The Power of Words

Specialties Correctional

Published

Specializes in I have watched actors portray nurses.

The paraplegic inmate was "relocated to the floor," according to the official statement from the sheriff's office (http://www.tampabay.com/components/video/?bctid=47948381001). Interesting way to describe the event. It almost gives one the impression the inmate was gently lowered to the floor for his own protection. Um...

Words. They can turn a gut-wrenching display of inhumanity in to a clinically necessary protocol in a matter of seconds. If delivered from the veil of authority and power, under the guise of "treatment," one can almost buy anything.

They are no longer cross-gender "strip searches," conducted to demean, humiliate and degrade, but rather they are "unclothed searches" conducted for the inmate's own safety.

The guards at Abu Ghraib initially attempted to described the forced masturbation as a strategy for "keeping the detainees awake." '

Ahh... and then there are those zany Stun Guns. They can no longer, legally, be described as non-lethal weapons. Why? Because they are not. They must now be descibed as "less-than-lethal." Our society had to learn that one the hard way -- hundreds of deaths since they were first implement. Doh!

In its sales pitch, the primary manufacturer of the restraint chair describes its "device," or "correctional tool," application as comparable to that of cupping your hands gently around a distressed bird in an effort to calm it down and protect it from itself. The inmates call it the "devil chair." Umm... interesting dichotomy in describing the same thing.

Words. They can twist logic in to illogic, reverse decency and compasion with one or two substitutions, and infect a collective mindset with laser-like precision.

Then there are those tried and true ones: "resisting" and "noncompliant," They can be used in just about any imaginable correctional scenario, lowered like a blank check on human dignity, and delivered like a permanent flaming line through fundamental human righs with the greatest of ease.

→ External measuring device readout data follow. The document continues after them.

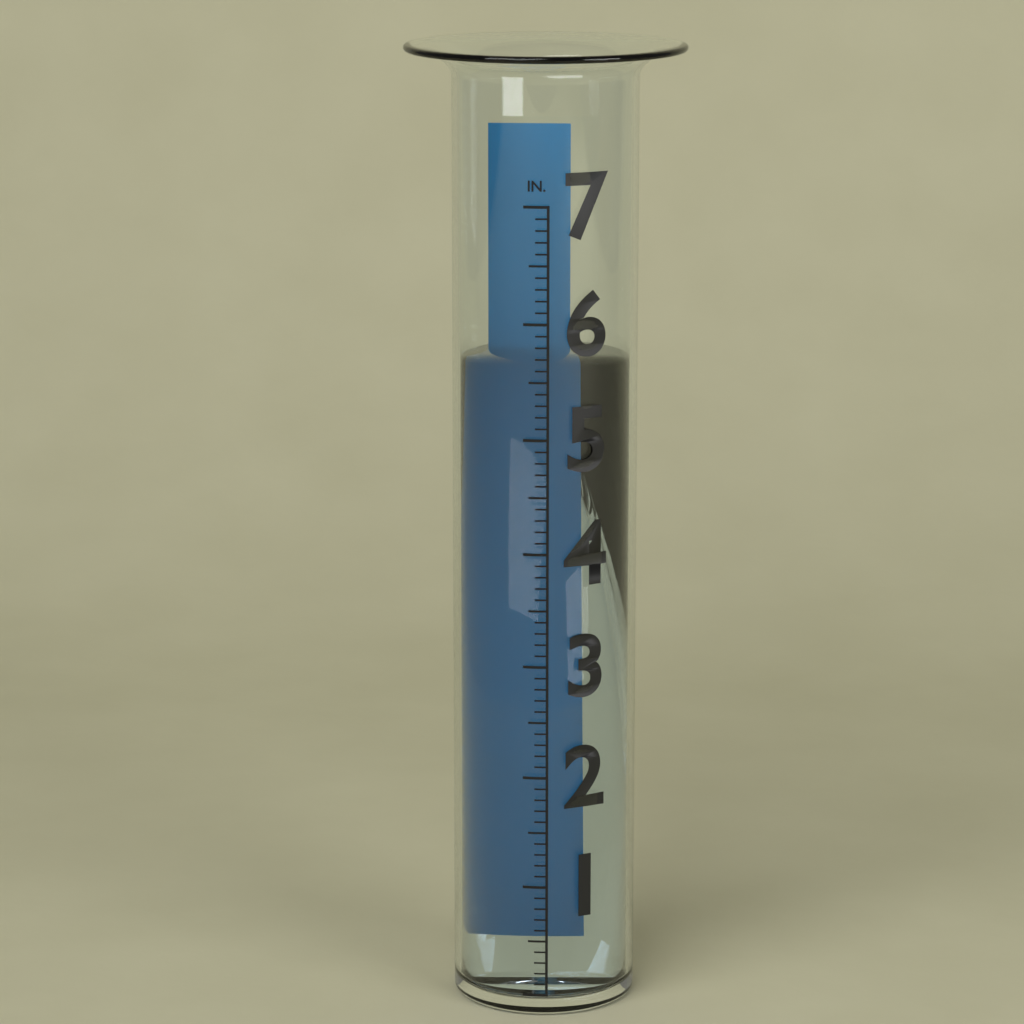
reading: 5.6 in
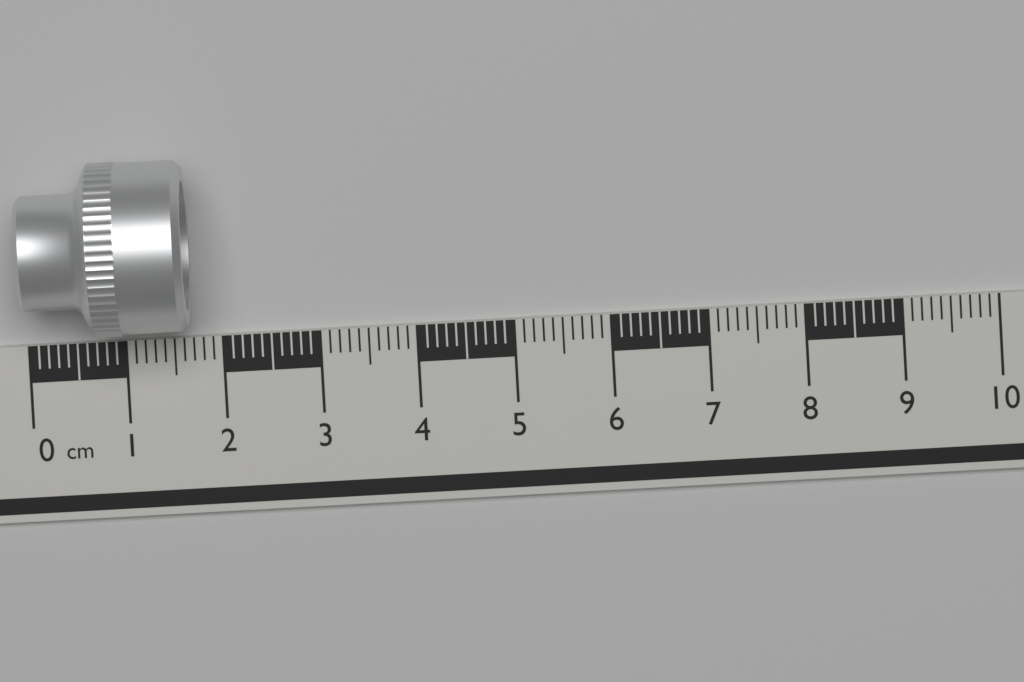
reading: 1.7 cm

Preemptive taser shots, one, two, three, etc.... they "save lives," according to most law enforcement PR departments. Why chase down the teenager that ran on to the MLB outfield as a prank, as we did for so many years in the past? Now, simply tase him. Zzzzzz! We have saved him!

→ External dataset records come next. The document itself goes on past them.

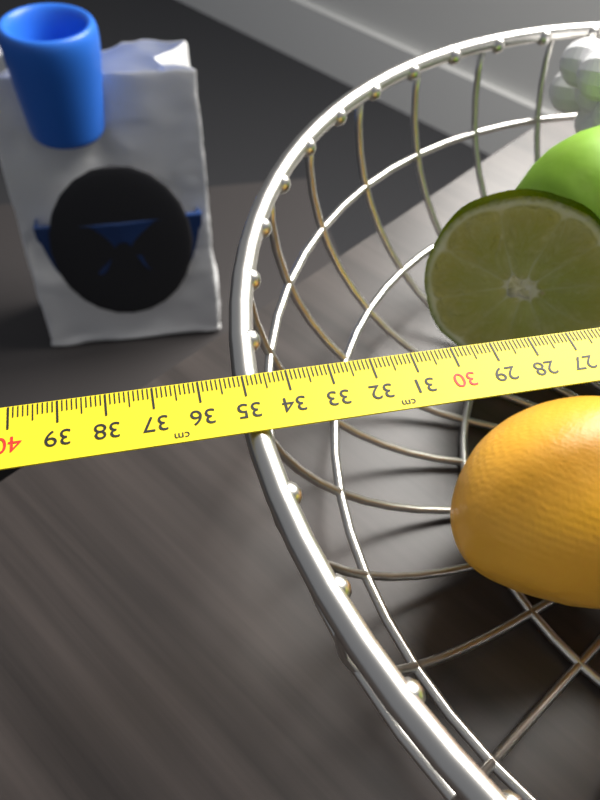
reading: 35.2 cm
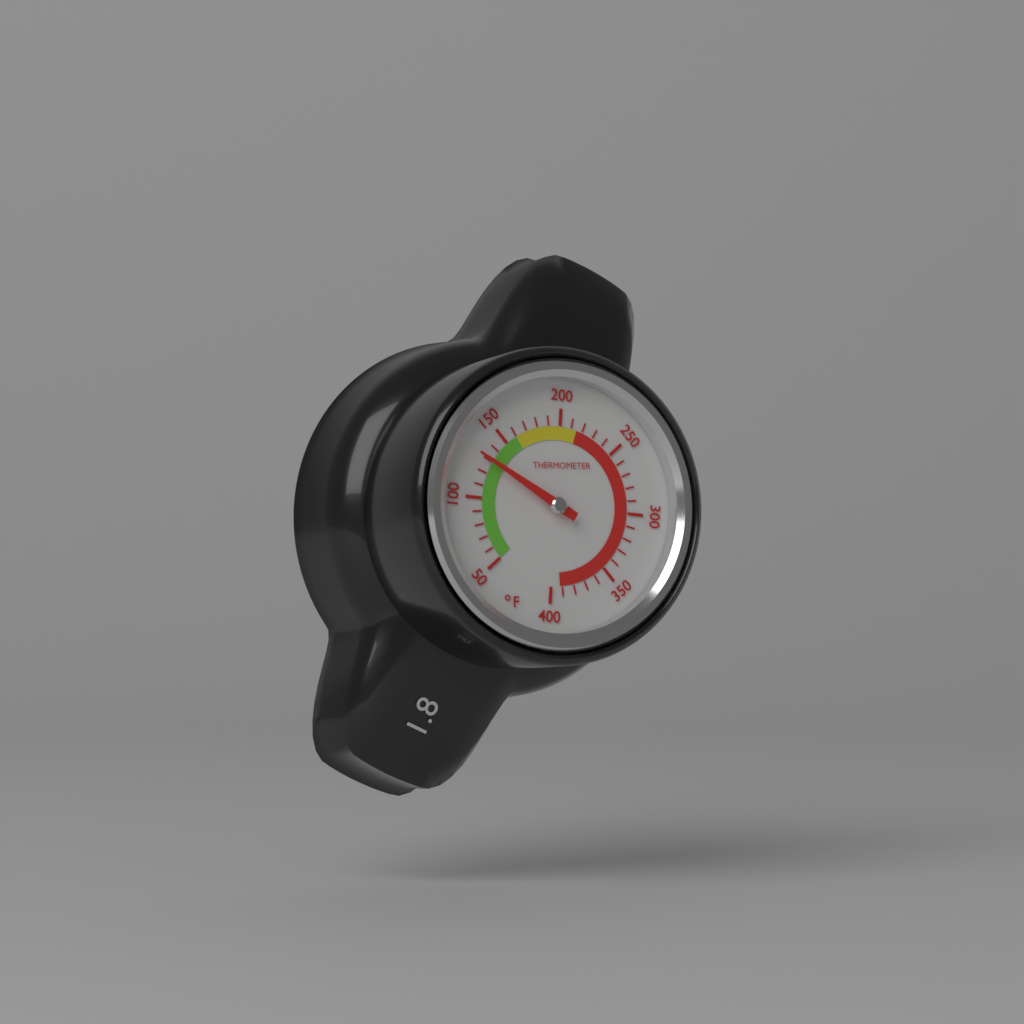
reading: 130 °F
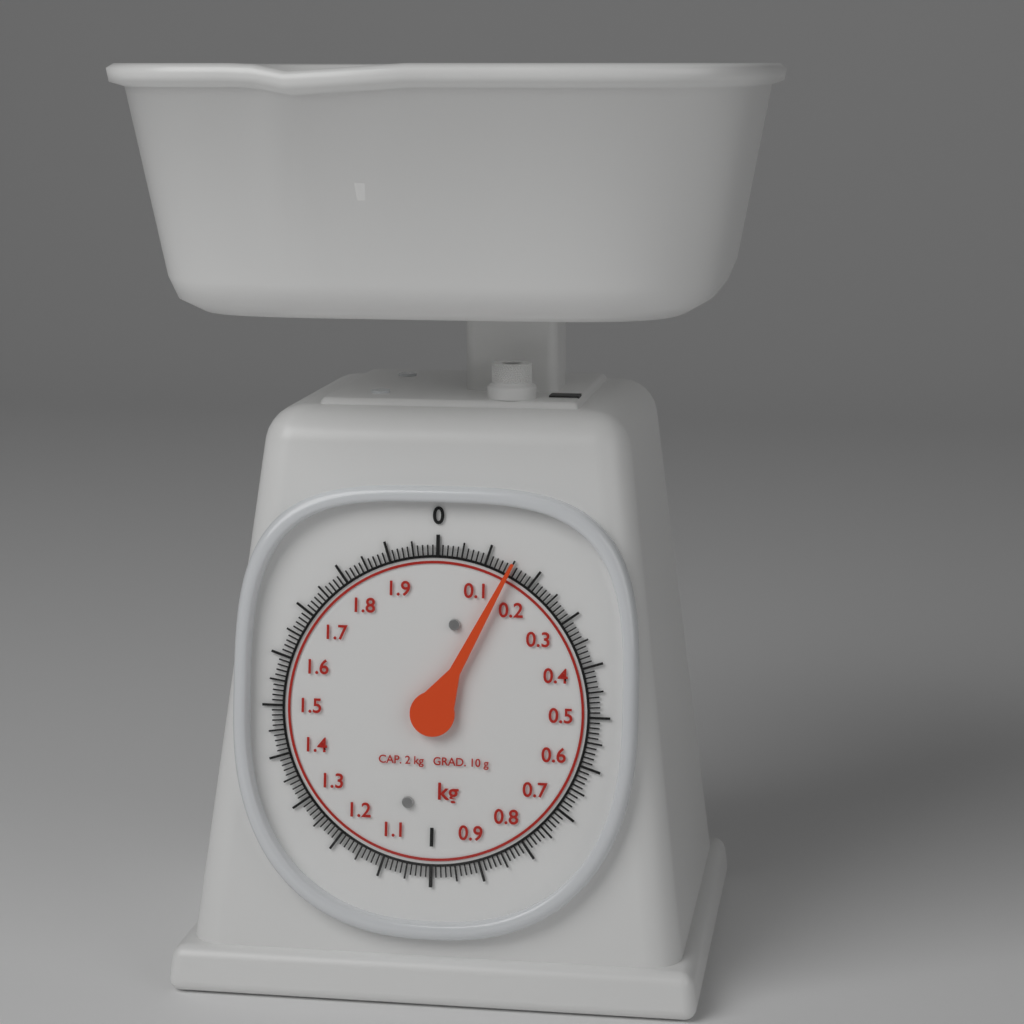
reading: 0.15 kg
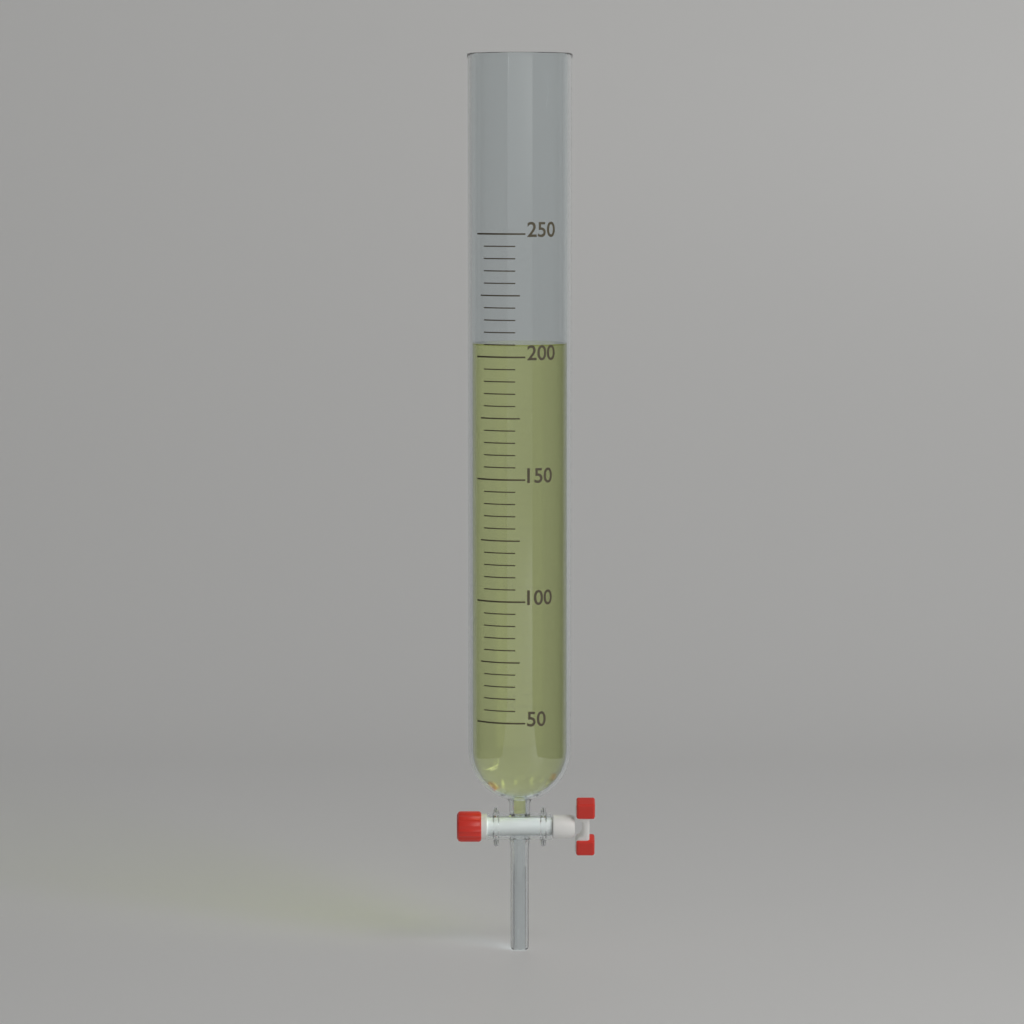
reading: 205 (no unit)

Words can present the irrational as rational. Back in the early 1930s, a very evil man rose to power and changed the world by using his words -- his ability to twist the truth. He really had little else to use.

The small cages in which inmates are forced to stand (someplace down South) while wearing only too small underwear ("daisy dukes"), for hours on end "under observation" for suicide prevention are not really what they are -- "squirrel cages" -- but, rather, they are "observation cells." It cleans up nicely doesn't it?

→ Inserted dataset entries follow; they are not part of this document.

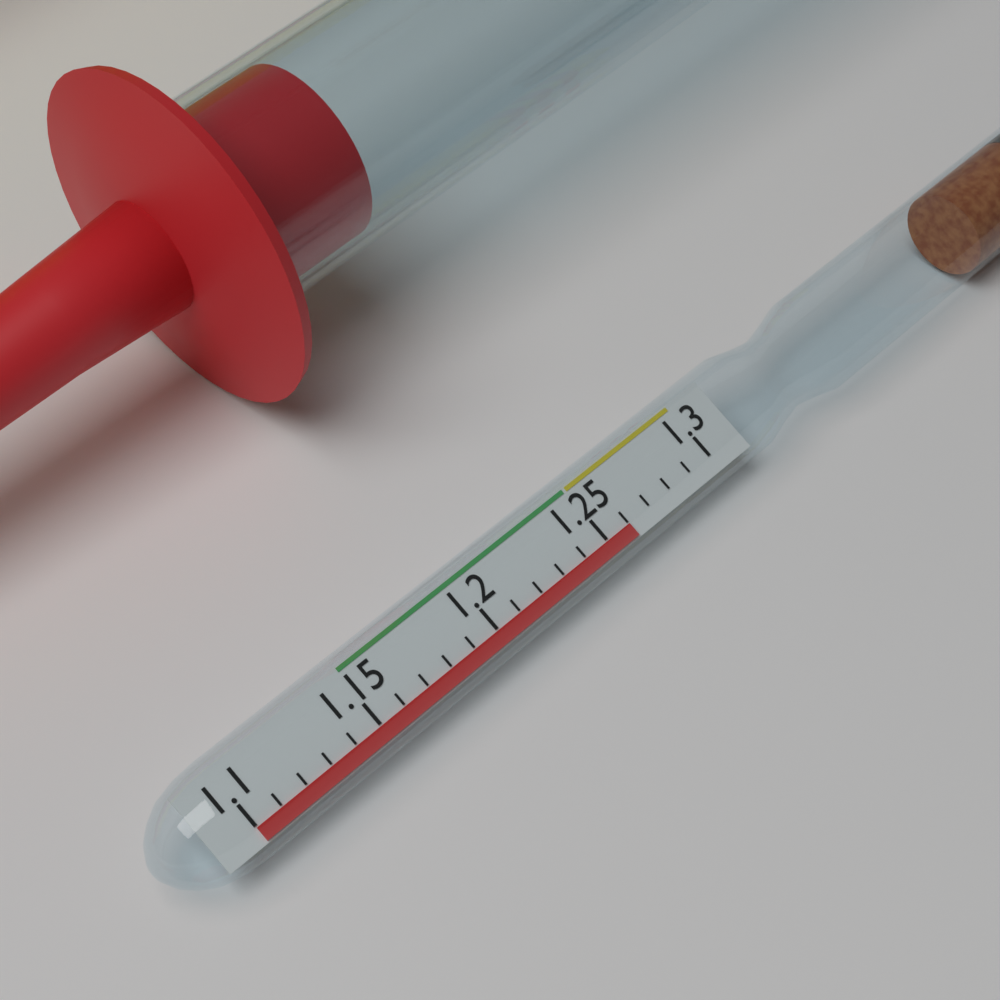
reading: 1.26 (no unit)
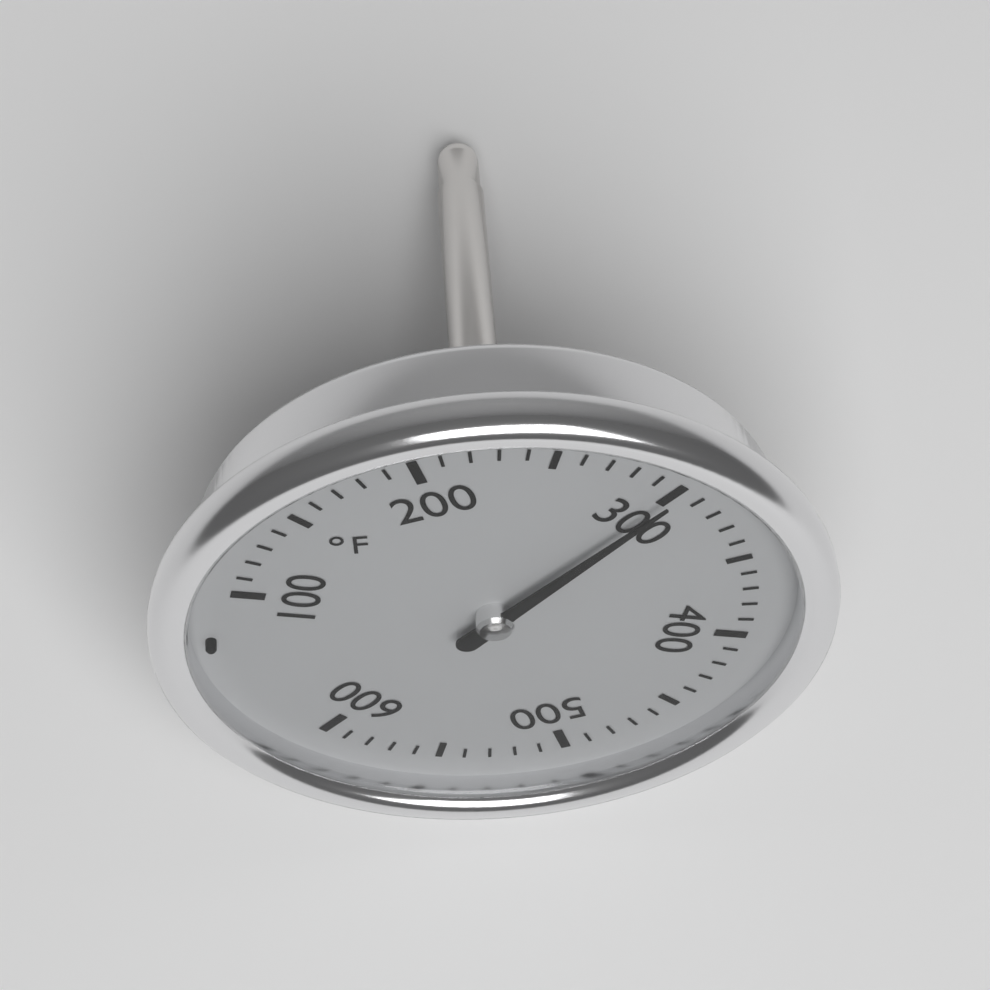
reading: 300 °F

Words, however, can only produce half of the conversion. Ultimately, people have to search their souls and either recognize the truth for what it is or accept the blind justification tucked safely under the veil of knowledge.

Walking along a frozen dream, I happen on a solitary man. Who is this man thinking his thoughts on my time, in my space? I wonder, if I am to understand this must I awake? But, when is a frozen dream frozen, for if I am to see it as such must I then be awake? Dreaming through reality is easy and polite. It is narrow imagination on an imaginary canvas.

Half-hearted humanism delivered during a brief window of opportunity is but an ice pick chipping on one's frozen soul. The opportunity is far from frozen -- it arrives and passes many times each day. Opportunities taken can be recognized as divine sparks igniting one's compassion -- one's true identity. Does everyone get these opportunities? Absolutely! It is an opportunity to hear a broken voice as a crushed spirit. It is an opportunity to recognize the faulty foundation on which we stand. The higher one is perched, the greater is the opportunity.

A moral catharsis when nobody is looking or listening is little more than a squirrel caged incarceration of mind and spirit when nobody is thinking.

1. The United States of America locks up more people than any other nation in the world. Think about that. We lock up more people than China and the Russian Federation. We lock up more people than Brazil.

2. Long-term solitary confinement -- a U.S. favorite -- is increasingly common in the United States. The "hole" is used for just about anything these days. The United Nations Committee against Torture defines confinement in supermax prisons and control units as torture.

3. "Electronic weapons," a.k.a. Stun Guns are increasingly common in U.S. correctioinal facilities. People are getting stunned for almost anything these days. I recently read an article where one deputy was fired for tasing his female colleage as a prank. When I read that, I thought to myself... wow, what must he be doing with the "disrespectful" inmates. The United Nations Committee against Torture has concluded that the use of electronic shock devices is torture.

4. In the United States, prisons are the new asylums. In 2006, 65% of people in jail, 56% of people in state prisons, and 45% of people in federal prisons had symptoms of serious mental illness (Source: National Alliance on Mental Illness). Zzzzz!... come out of your cell and stop hearing voices!

Is all this working? Should this punitive mindset be fixing the crime problem? Shouldn't we have less crime than say, China, for example?

Words - they often mean as much by their absence as by their presence. How do correctional nurses navigate the custody culture language? How do nurses partake in these twists and turns and still maintain a simple, yet powerful, nursing standard predicated on humane clinical empathy?